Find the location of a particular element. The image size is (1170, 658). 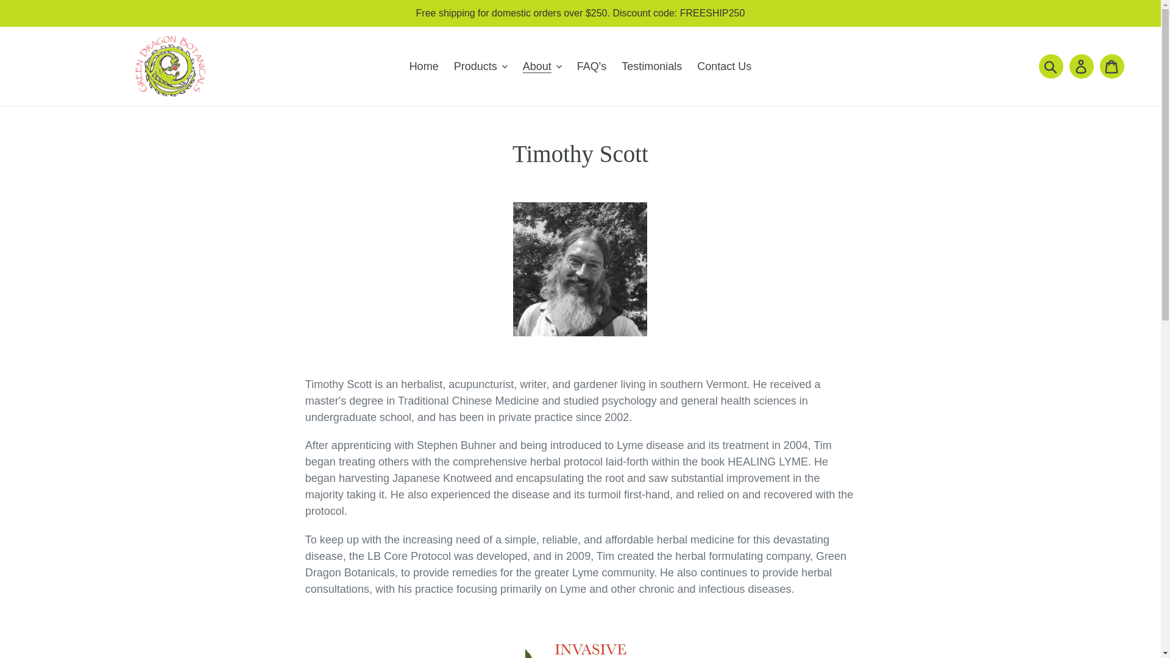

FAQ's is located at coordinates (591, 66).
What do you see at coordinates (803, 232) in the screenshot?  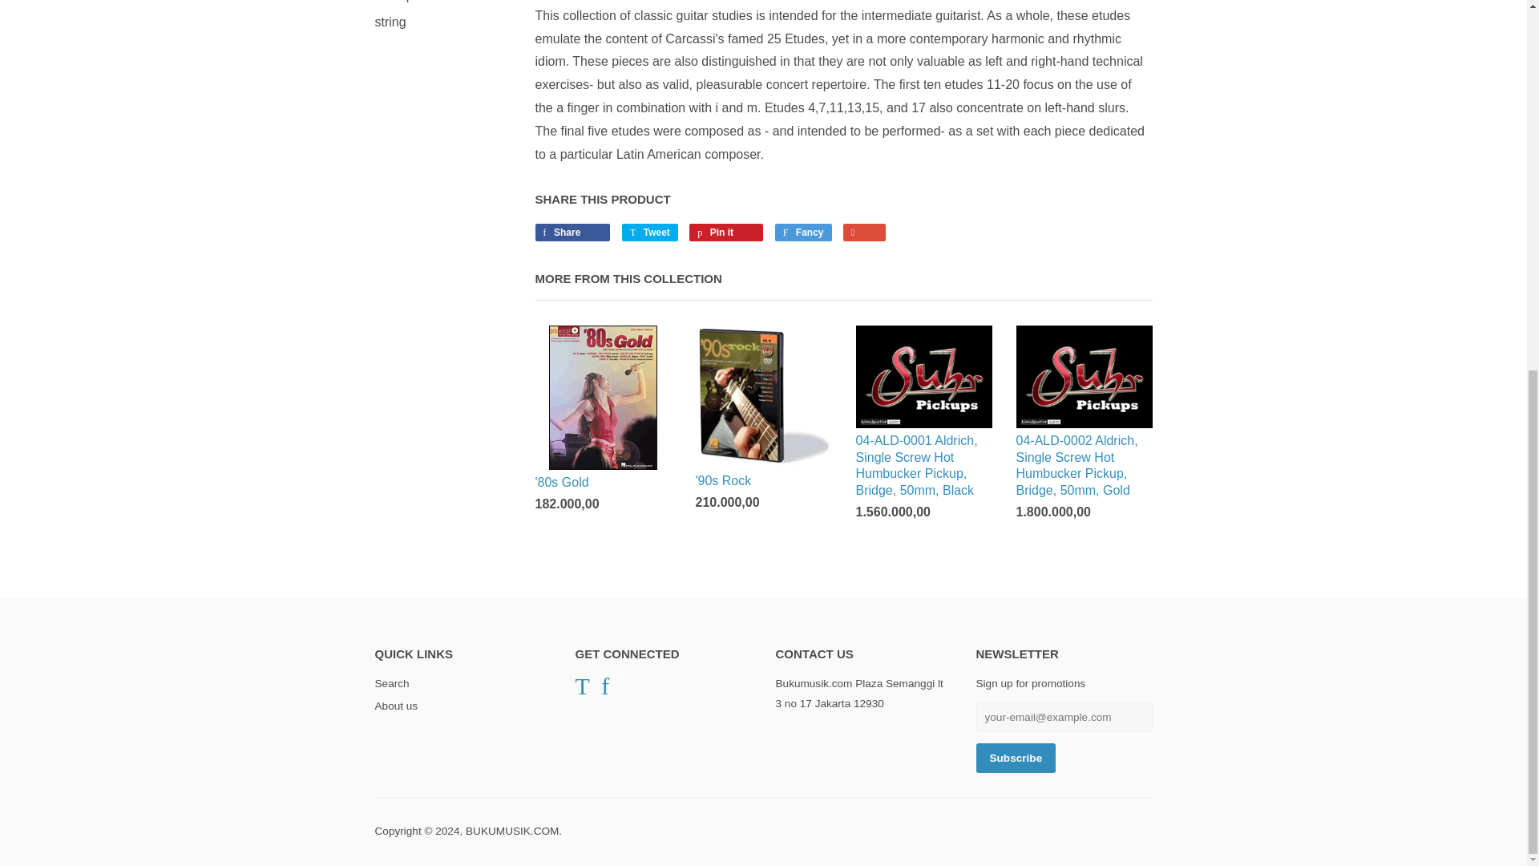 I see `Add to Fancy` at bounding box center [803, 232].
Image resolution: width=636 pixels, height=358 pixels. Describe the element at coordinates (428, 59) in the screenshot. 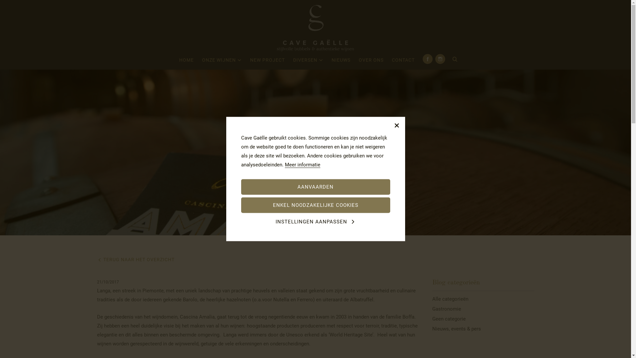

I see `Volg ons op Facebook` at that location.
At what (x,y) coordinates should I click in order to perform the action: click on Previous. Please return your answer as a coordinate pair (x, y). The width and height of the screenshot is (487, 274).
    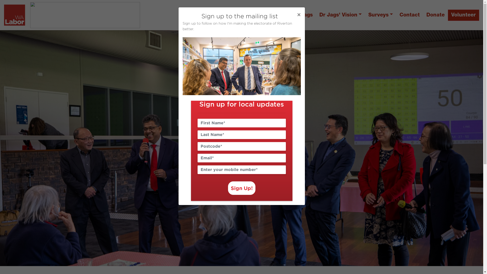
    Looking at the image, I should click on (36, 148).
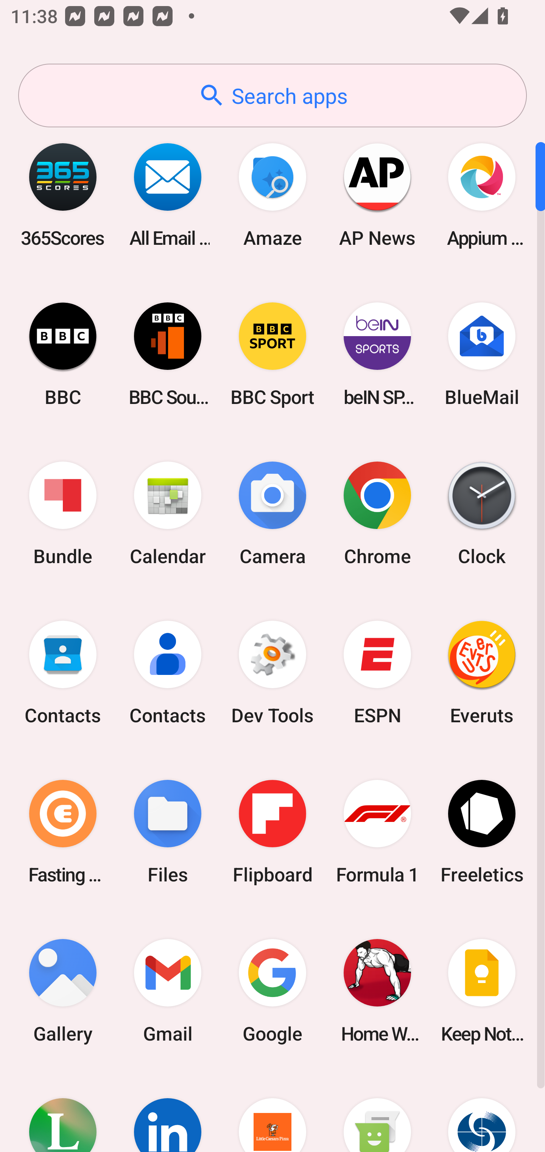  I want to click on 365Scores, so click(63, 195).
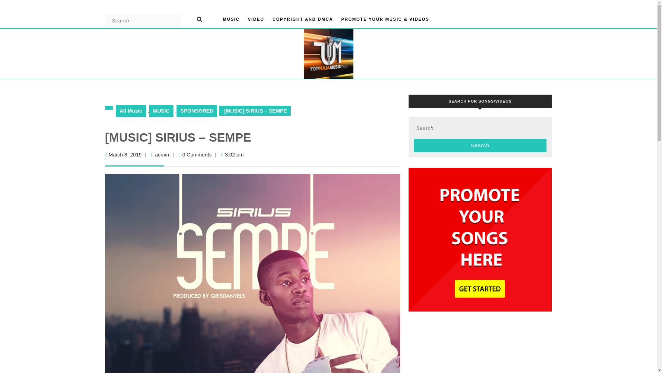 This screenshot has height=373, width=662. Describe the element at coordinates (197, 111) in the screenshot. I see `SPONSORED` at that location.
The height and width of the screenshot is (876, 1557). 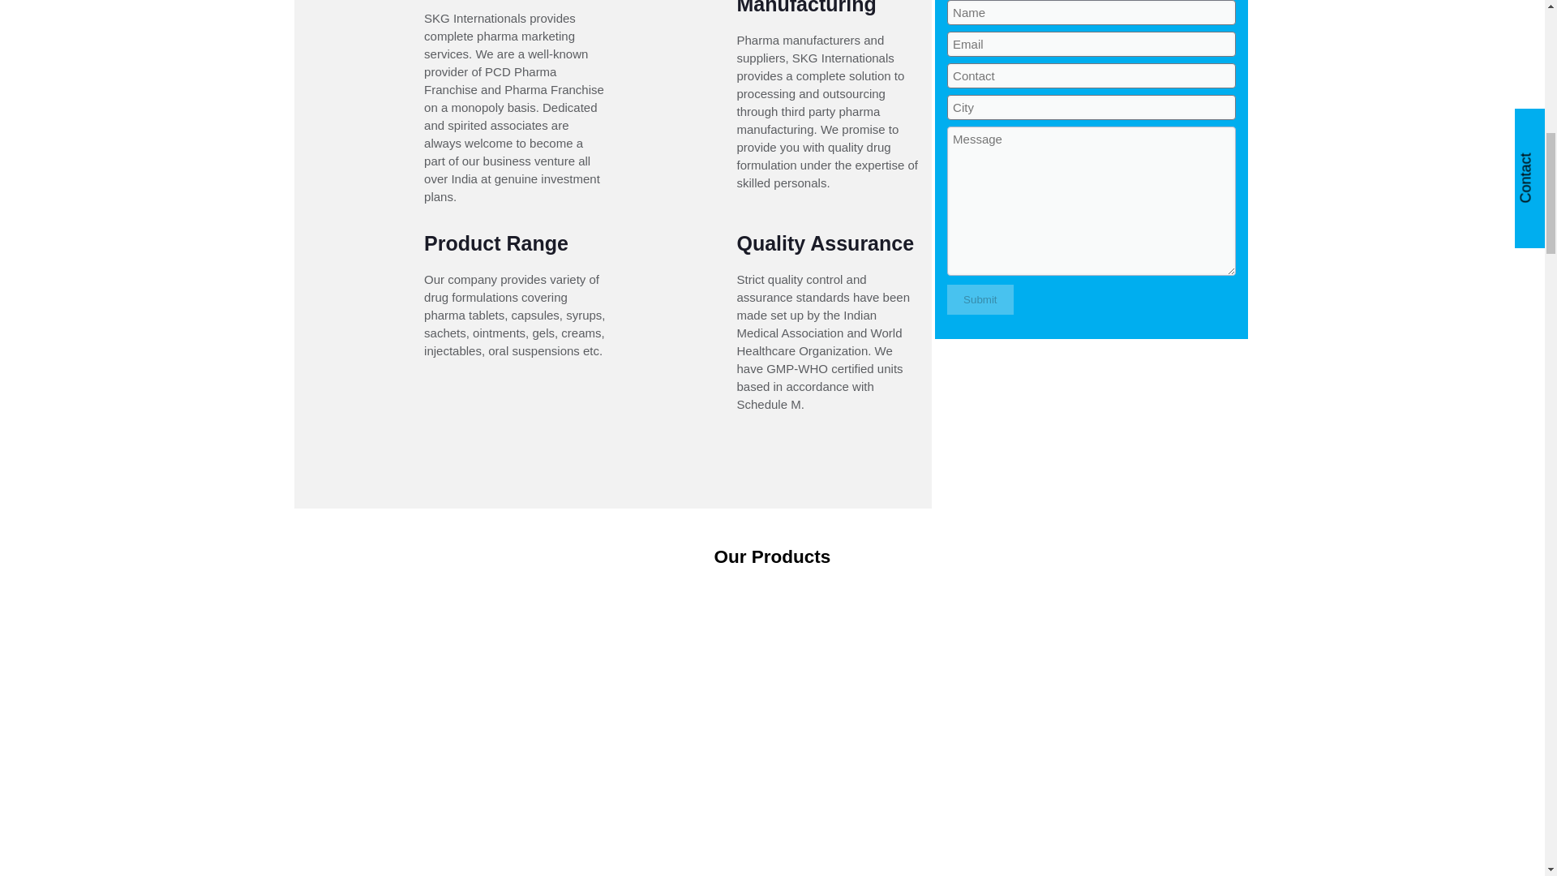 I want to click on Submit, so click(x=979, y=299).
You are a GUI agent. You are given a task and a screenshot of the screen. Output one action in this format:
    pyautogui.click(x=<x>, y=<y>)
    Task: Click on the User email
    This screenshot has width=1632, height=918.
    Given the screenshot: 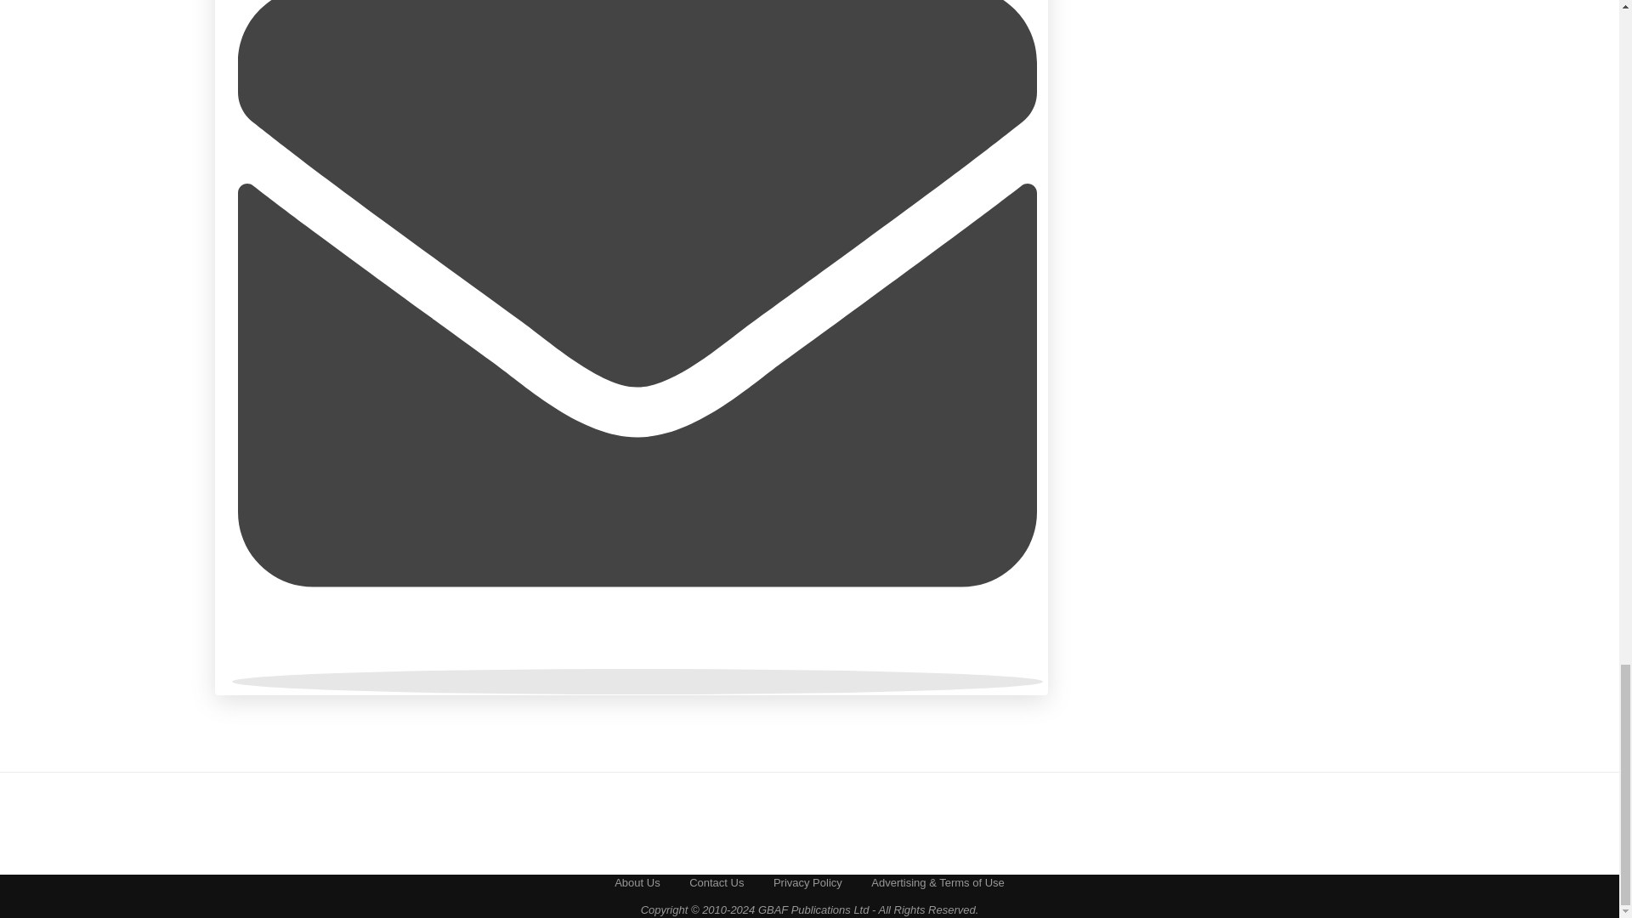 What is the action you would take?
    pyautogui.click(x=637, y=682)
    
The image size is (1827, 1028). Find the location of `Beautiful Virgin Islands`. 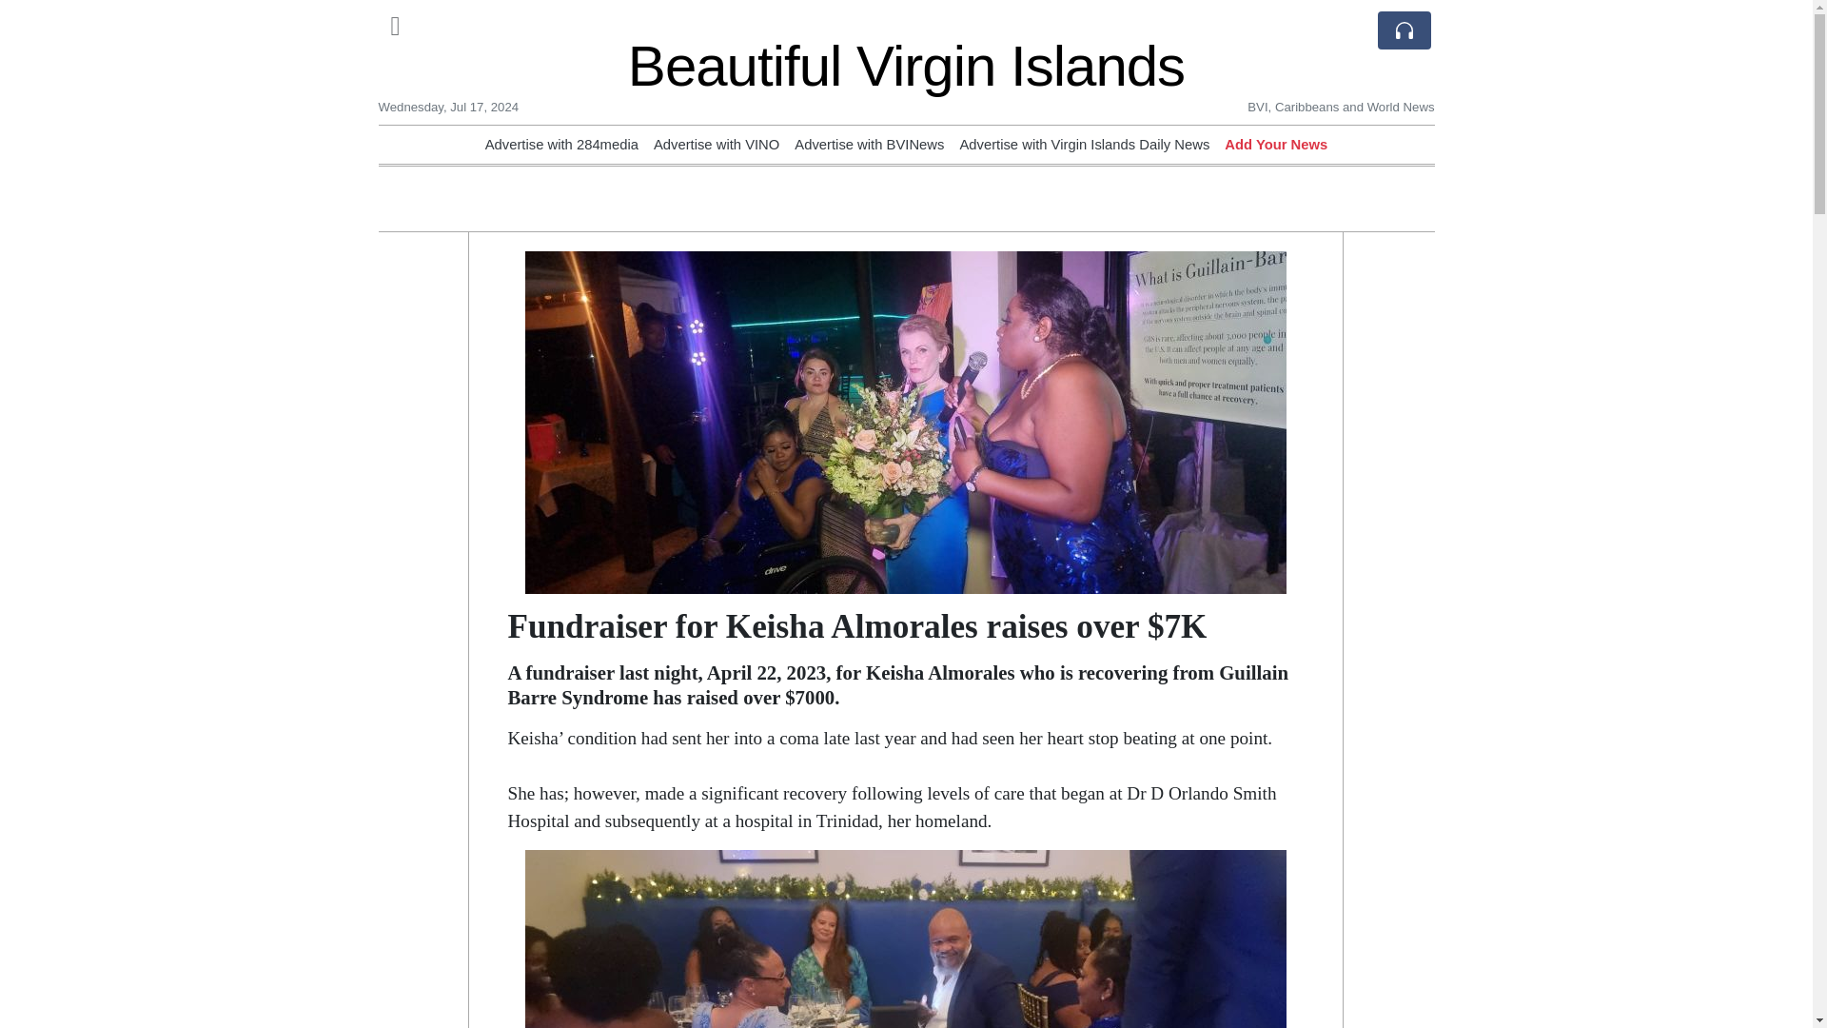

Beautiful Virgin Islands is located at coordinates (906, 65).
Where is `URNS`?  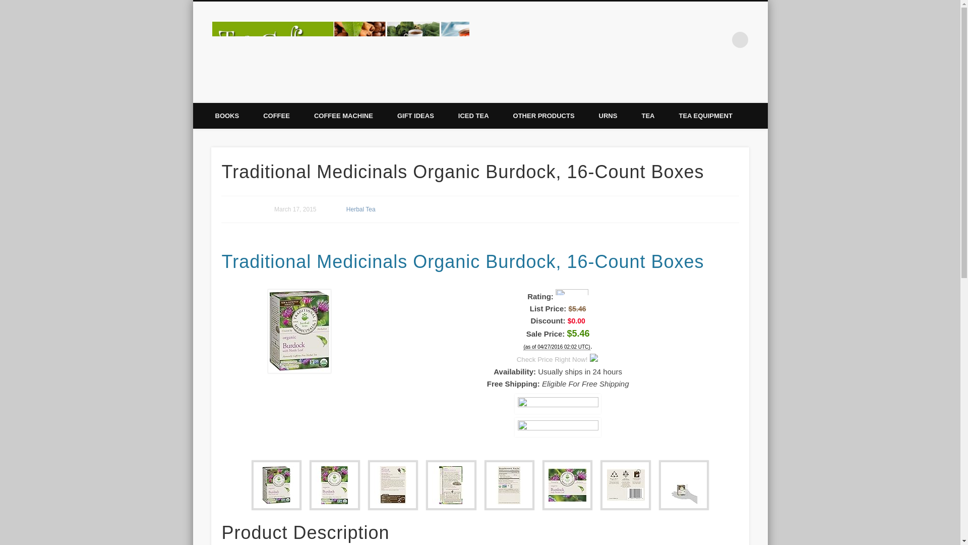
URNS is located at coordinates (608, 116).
◆ ◆ ◆ ◆ ◆ ◆ ◆
Task item → Copying starts at the line containing "The image size is (1827, 1028)." and ends at the last line of the material above; repeat only those lines exactly and omit the pictures.

Exercise result →
The image size is (1827, 1028). Find the location of `Beautiful Virgin Islands`. 

Beautiful Virgin Islands is located at coordinates (906, 65).
Where is `URNS`?  
URNS is located at coordinates (608, 116).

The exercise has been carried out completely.